Wimborne White vs Egg White
Wimborne White is a Farrow & Ball color while Egg White comes from Jotun. Both sit in the beige-white family, which is useful context if you're narrowing within a single hue direction. At LRV 90 vs 84, Wimborne White will read as the brighter of the two — a 6-point gap that matters most in north-facing or low-light rooms. They share a warm quality — useful to know if you're layering them in the same space. With a ΔE of 2.4, the difference is subtle — you'd need them side by side to reliably tell them apart. Below you'll find 1 real-room photo comparison where both colors appear side by side, plus 5 simulated room previews.
Wimborne White vs Egg White in Real Spaces
1 real room side by side. Wimborne White and Egg White are close enough that the difference can be hard to judge from a chip alone — these photos show how each reads at scale, across different spaces and lighting conditions.
Living Room
Living rooms test a color across a full range of conditions — morning sun, afternoon shade, and evening lamp light all shift how both of these read. Wimborne White has the edge in reflectance, which shows as a quiet sense of added space rather than an obvious contrast.
Color Details
Wimborne White vs Egg White Simulated Comparison
5 simulated room previews — drag the slider on each to see Wimborne White on one side and Egg White on the other.

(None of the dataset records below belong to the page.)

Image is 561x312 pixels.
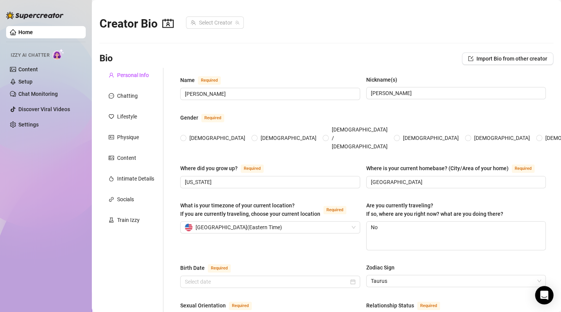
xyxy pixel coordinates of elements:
a: Chat Monitoring [18,91,58,97]
div: Train Izzy [117,216,140,224]
span: Required [201,114,224,122]
span: [DEMOGRAPHIC_DATA] / [DEMOGRAPHIC_DATA] [329,125,391,150]
img: us [185,223,193,231]
span: Required [324,206,346,214]
span: Required [417,301,440,310]
div: Intimate Details [117,174,154,183]
span: Required [229,301,252,310]
span: Required [512,164,535,173]
label: Relationship Status [366,301,449,310]
span: heart [109,114,114,119]
label: Gender [180,113,233,122]
div: Birth Date [180,263,205,272]
label: Where is your current homebase? (City/Area of your home) [366,163,543,173]
a: Setup [18,78,33,85]
img: logo-BBDzfeDw.svg [6,11,64,19]
div: Lifestyle [117,112,137,121]
span: [DEMOGRAPHIC_DATA] [258,134,320,142]
input: Nickname(s) [371,89,540,97]
div: Physique [117,133,139,141]
span: idcard [109,134,114,140]
a: Content [18,66,38,72]
h3: Bio [100,52,113,65]
label: Nickname(s) [366,75,403,84]
span: picture [109,155,114,160]
span: contacts [162,18,174,29]
div: Nickname(s) [366,75,397,84]
span: [DEMOGRAPHIC_DATA] [186,134,248,142]
input: Where did you grow up? [185,178,354,186]
span: Taurus [371,275,542,286]
span: Required [241,164,264,173]
div: Where is your current homebase? (City/Area of your home) [366,164,509,172]
div: Content [117,154,136,162]
span: Required [198,76,221,85]
label: Zodiac Sign [366,263,400,271]
span: [DEMOGRAPHIC_DATA] [471,134,533,142]
label: Birth Date [180,263,239,272]
span: link [109,196,114,202]
span: Izzy AI Chatter [11,52,49,59]
input: Birth Date [185,277,349,286]
textarea: No [367,221,546,250]
div: Open Intercom Messenger [535,286,554,304]
div: Socials [117,195,134,203]
div: Gender [180,113,198,122]
div: Relationship Status [366,301,414,309]
div: Personal Info [117,71,149,79]
div: Chatting [117,92,138,100]
label: Where did you grow up? [180,163,272,173]
span: Are you currently traveling? If so, where are you right now? what are you doing there? [366,202,503,217]
span: experiment [109,217,114,222]
label: Name [180,75,229,85]
span: Required [208,264,231,272]
input: Name [185,90,354,98]
div: Where did you grow up? [180,164,238,172]
span: [GEOGRAPHIC_DATA] ( Eastern Time ) [196,221,282,233]
span: Import Bio from other creator [477,56,547,62]
button: Import Bio from other creator [462,52,554,65]
span: [DEMOGRAPHIC_DATA] [400,134,462,142]
a: Settings [18,121,39,127]
img: AI Chatter [52,49,64,60]
span: user [109,72,114,78]
span: message [109,93,114,98]
div: Name [180,76,195,84]
input: Where is your current homebase? (City/Area of your home) [371,178,540,186]
a: Discover Viral Videos [18,106,70,112]
span: What is your timezone of your current location? If you are currently traveling, choose your curre... [180,202,320,217]
span: import [468,56,474,61]
span: team [235,20,240,25]
div: Zodiac Sign [366,263,395,271]
h2: Creator Bio [100,16,174,31]
a: Home [18,29,33,35]
div: Sexual Orientation [180,301,226,309]
label: Sexual Orientation [180,301,260,310]
span: fire [109,176,114,181]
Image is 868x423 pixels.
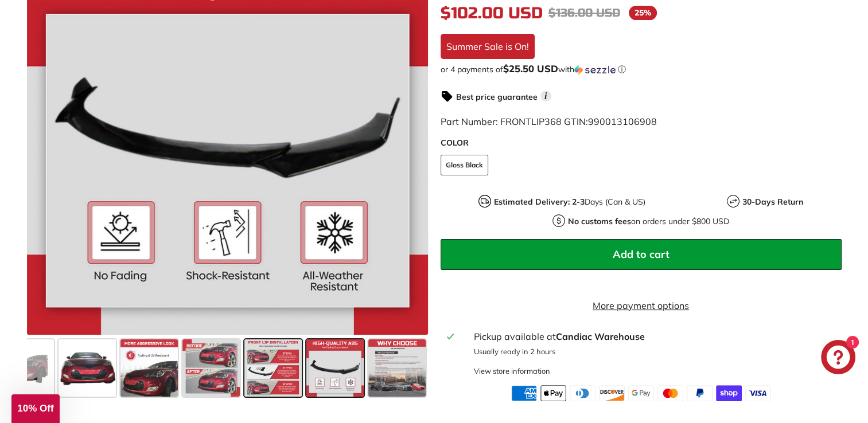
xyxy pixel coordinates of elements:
strong: 30-Days Return [742,196,803,207]
img: discover [599,386,625,402]
div: or 4 payments of with [441,63,842,75]
p: on orders under $800 USD [568,216,730,228]
span: Part Number: FRONTLIP368 GTIN: [441,116,657,128]
span: 990013106908 [588,116,657,128]
div: View store information [473,366,550,377]
span: Add to cart [613,248,669,261]
span: 25% [629,6,657,20]
span: $136.00 USD [548,6,621,20]
inbox-online-store-chat: Shopify online store chat [818,340,859,378]
span: $25.50 USD [504,63,558,75]
p: Days (Can & US) [494,196,645,208]
strong: Estimated Delivery: 2-3 [494,196,584,207]
strong: Best price guarantee [456,92,538,102]
span: i [540,91,552,102]
label: COLOR [441,137,842,149]
button: Add to cart [441,239,842,270]
img: paypal [687,386,713,402]
span: 10% Off [17,403,53,414]
img: Sezzle [574,65,616,75]
div: Pickup available at [473,329,835,343]
img: master [657,386,683,402]
a: More payment options [441,299,842,313]
img: google_pay [629,386,654,402]
img: american_express [512,386,537,402]
strong: Candiac Warehouse [556,331,645,342]
div: or 4 payments of$25.50 USDwithSezzle Click to learn more about Sezzle [441,63,842,75]
img: visa [746,386,771,402]
p: Usually ready in 2 hours [473,346,835,358]
div: 10% Off [11,394,60,423]
span: $102.00 USD [441,3,543,23]
img: diners_club [570,386,596,402]
img: shopify_pay [716,386,742,402]
img: apple_pay [540,386,566,402]
div: Summer Sale is On! [441,34,535,59]
strong: No customs fees [568,217,631,227]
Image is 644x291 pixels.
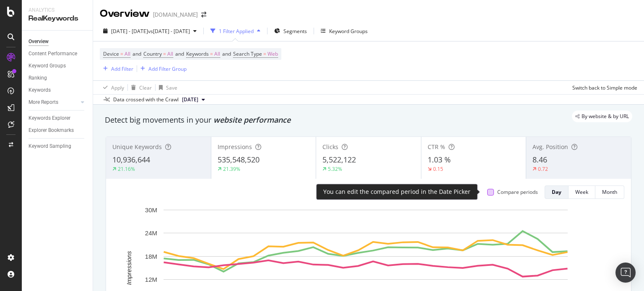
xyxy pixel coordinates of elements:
[322,143,338,151] span: Clicks
[428,143,445,151] span: CTR %
[263,50,266,57] span: =
[29,142,71,151] div: Keyword Sampling
[222,50,231,57] span: and
[428,154,451,165] span: 1.03 %
[166,84,177,91] div: Save
[223,165,240,173] div: 21.39%
[214,48,220,60] span: All
[29,14,86,23] div: RealKeywords
[148,66,187,72] div: Add Filter Group
[29,49,77,58] div: Content Performance
[207,24,264,38] button: 1 Filter Applied
[145,253,157,260] text: 18M
[100,7,150,21] div: Overview
[552,188,561,196] div: Day
[145,206,157,214] text: 30M
[125,251,132,285] text: Impressions
[219,28,254,35] div: 1 Filter Applied
[100,64,133,74] button: Add Filter
[186,50,209,57] span: Keywords
[322,154,356,165] span: 5,522,122
[139,84,152,91] div: Clear
[267,48,278,60] span: Web
[595,185,624,199] button: Month
[218,143,252,151] span: Impressions
[118,165,135,173] div: 21.16%
[210,50,213,57] span: =
[29,86,51,94] div: Keywords
[201,12,206,17] div: arrow-right-arrow-left
[433,165,443,173] div: 0.15
[29,37,49,46] div: Overview
[124,48,130,60] span: All
[167,48,173,60] span: All
[29,62,66,70] div: Keyword Groups
[103,50,119,57] span: Device
[569,185,595,199] button: Week
[283,28,307,35] span: Segments
[29,126,87,135] a: Explorer Bookmarks
[100,81,124,94] button: Apply
[233,50,262,57] span: Search Type
[111,66,133,72] div: Add Filter
[175,50,184,57] span: and
[218,154,259,165] span: 535,548,520
[581,114,629,119] span: By website & by URL
[153,11,198,19] div: [DOMAIN_NAME]
[29,37,87,46] a: Overview
[100,24,200,38] button: [DATE] - [DATE]vs[DATE] - [DATE]
[29,86,87,94] a: Keywords
[532,154,547,165] span: 8.46
[29,62,87,70] a: Keyword Groups
[29,49,87,58] a: Content Performance
[29,98,58,107] div: More Reports
[29,74,87,83] a: Ranking
[271,24,310,38] button: Segments
[182,96,198,103] span: 2025 Sep. 1st
[111,28,148,35] span: [DATE] - [DATE]
[144,50,162,57] span: Country
[532,143,568,151] span: Avg. Position
[29,142,87,151] a: Keyword Sampling
[317,24,371,38] button: Keyword Groups
[29,126,74,135] div: Explorer Bookmarks
[29,98,78,107] a: More Reports
[112,143,162,151] span: Unique Keywords
[113,96,178,103] div: Data crossed with the Crawl
[128,81,152,94] button: Clear
[178,94,208,105] button: [DATE]
[328,165,342,173] div: 5.32%
[137,64,187,74] button: Add Filter Group
[569,81,637,94] button: Switch back to Simple mode
[575,188,588,196] div: Week
[572,84,637,91] div: Switch back to Simple mode
[497,188,538,196] div: Compare periods
[29,114,87,123] a: Keywords Explorer
[329,28,368,35] div: Keyword Groups
[29,7,86,14] div: Analytics
[538,165,548,173] div: 0.72
[545,185,569,199] button: Day
[29,74,47,83] div: Ranking
[163,50,166,57] span: =
[29,114,70,123] div: Keywords Explorer
[112,154,150,165] span: 10,936,644
[145,276,157,283] text: 12M
[602,188,617,196] div: Month
[155,81,177,94] button: Save
[145,229,157,237] text: 24M
[132,50,141,57] span: and
[615,262,635,282] div: Open Intercom Messenger
[572,111,632,122] div: legacy label
[111,84,124,91] div: Apply
[120,50,123,57] span: =
[148,28,190,35] span: vs [DATE] - [DATE]
[323,188,470,196] div: You can edit the compared period in the Date Picker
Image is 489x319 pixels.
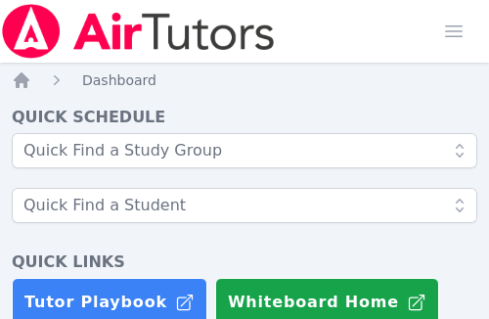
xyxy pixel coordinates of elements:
a: Dashboard [82,70,157,90]
input: Quick Find a Study Group [12,133,478,168]
nav: Breadcrumb [12,70,478,90]
input: Quick Find a Student [12,188,478,223]
h4: Quick Schedule [12,106,478,129]
h4: Quick Links [12,251,478,274]
span: Dashboard [82,72,157,88]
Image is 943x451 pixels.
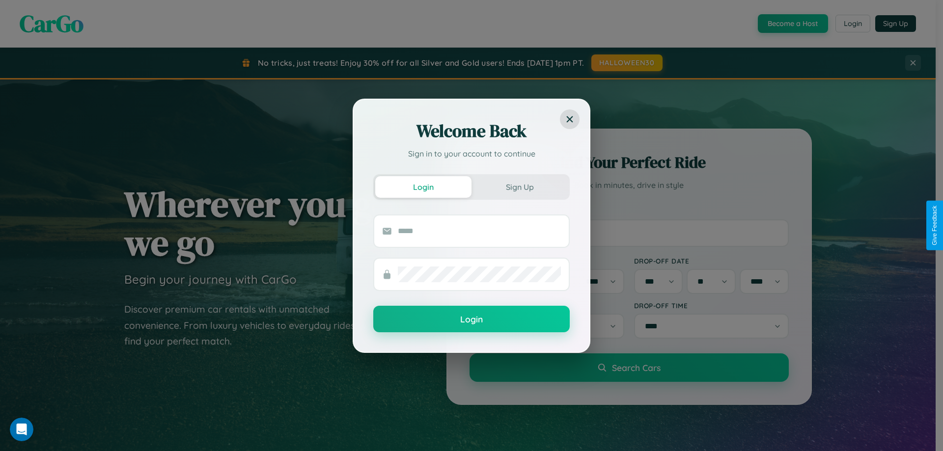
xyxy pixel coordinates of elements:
[375,176,472,198] button: Login
[373,306,570,333] button: Login
[373,148,570,160] p: Sign in to your account to continue
[373,119,570,143] h2: Welcome Back
[10,418,33,442] iframe: Intercom live chat
[472,176,568,198] button: Sign Up
[931,206,938,246] div: Give Feedback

Digital color is approximate. These simulations are generated from the manufacturer's hex values and overlaid on grayscale room photos — your screen's calibration, brightness, and viewing angle all affect how they render. Before committing to either color, test physical samples in your own space under the light you actually live with.
More Wimborne White comparisons
See how Wimborne White stacks up against other well-photographed colors across different brands and tones.